How to give the kind of feedback that leads to killer ideas

In the pursuit of impactful, memorable ideas we put loads of time into perfecting a creative brief with our partners. And rightly so, the brief is the meaning that we build our idea upon. But weirdly, the debrief never gets the same love.

This important stage in the birth of a great idea often gets rushed, so we fall back on feedback norms - taking everyone’s initial reactions and opinions and distilling them into bullet points. But if we looked at the debrief solely as an opportunity to add value to the idea, the process would look so different. Let’s look at how.

Get curious about the work

As the commissioner of the work, sometimes you can see your role sitting outside the creative process. But you need to know you’re on the team. Your decisions, your confidence, your stewardship, your bravery - these are all key to shaping great work.

Beautiful creative work doesn’t live without the writers or art directors or YOU. So the first step (long before the debrief) is to get involved in the work. The team have spent hours developing these ideas - so when they share them, ask lots of questions. Find out how they landed where they did, how the idea works, why they love it. Discover its potential, its limits. Understand what their references and inspirations are.
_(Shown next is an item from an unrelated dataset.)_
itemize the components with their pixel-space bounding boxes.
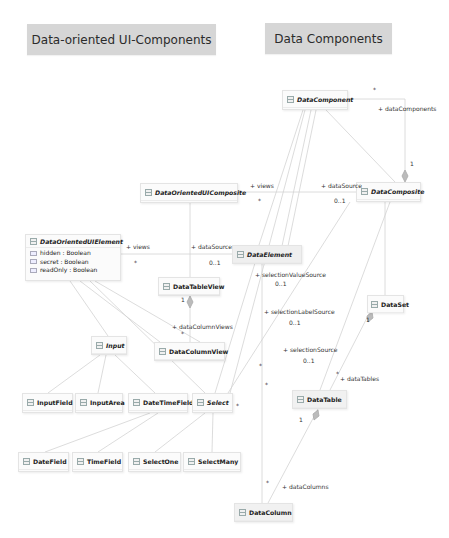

When you drink more wine, you start to know and love the unique differences between each bottle. And so it is with creativity.

Start with the positives

When your team shares ideas with you, they’re showing you more than just creativity. Baked into every response is an incredible amount of goodwill, of time spent exploring your brand and lovingly examining it until it reveals its unique magic.

There’s simply no other way to be creative than from a positive place (ever tried to brainstorm when you're grumpy?). Reflect that optimism back at your team and you will pour accelerant on whatever is good about the work. But if you start with something you don’t like, you will do the opposite.

Build confidence through positive reinforcement, then you can hold the ideas to the fire.

If there are elements of the idea that you aren’t sure about – go back to a place of curiosity. Start by finding out why they landed where they did and we’re sure that conversation will lead you all to an understanding of what works (and doesn't work) and why.

Build it up

Think of all the ways you could build on this idea. Can you bring authentic stories from your business or organisation that demonstrate its truth? How might it come to life outside the confines of the brief? Are there more team members or insights you could bring on board to add conviction to the idea (e.g.: product development).

This process will either see the idea grow and flourish into something wonderful or you'll get closer to its limitations - both of which will help create something great in the long run.

Ask: who is it for?

When you’re shaping creative work, it's impossible not to bring your own likes and dislikes to it. Every creative person does it. But you add exponential value when you step aside for a moment, acknowledge your true audience and walk in their shoes.

What will delight them? What will stop them in their tracks? What do they need to feel seen? Will this get their attention? What is the one thing you want them to be left with? When you review work objectively, a whole world of possibilities will open up.

Go back to the brief

Receiving creative work can and should be overwhelming, especially if you’re seeing multiple ideas, and you’re getting deeply involved in the work. So do what the creatives do, and come back to the insights in the brief over and over to remind you of the course you set out on.

The brief is a rudder for your valuable conversations.

Don't feel like you need to come up with the answers

Your creative team are experts at taking a well put challenge and extrapolating out ten solutions. It’s the balancing act they perform all day, walking between the question and all the possibilities it provokes. So when you provide a solution first, you cut off all those beautiful possibilities.

Let them know what challenges you or what questions you think the work might not answer yet and let the creatives go away and find the solution.

Save your efforts for well-put challenges to get the best out of your team.

Build Trust

It’s hard to click your fingers and be 100% trusting, but it helps to know how deeply immersed your creative partners are in your project. More than any other discipline, your success is their success.

Having faith in your creative team is the most powerful thing you can do to add value to the work.

If you’re engaging in the work from a point of curiosity, helping build it up, ensuring all decisions are right for the intended audience, you’ll start to feel the trust build. Give your team the debrief, and the platform to do what they do best, for you.

A debrief is only as good as the questions we ask and the trust we have in each other to deliver on them. Make your debrief an interactive process that captures the most passionate thinking from everyone in the team and you are on your way to creating breathtaking work with lasting impact.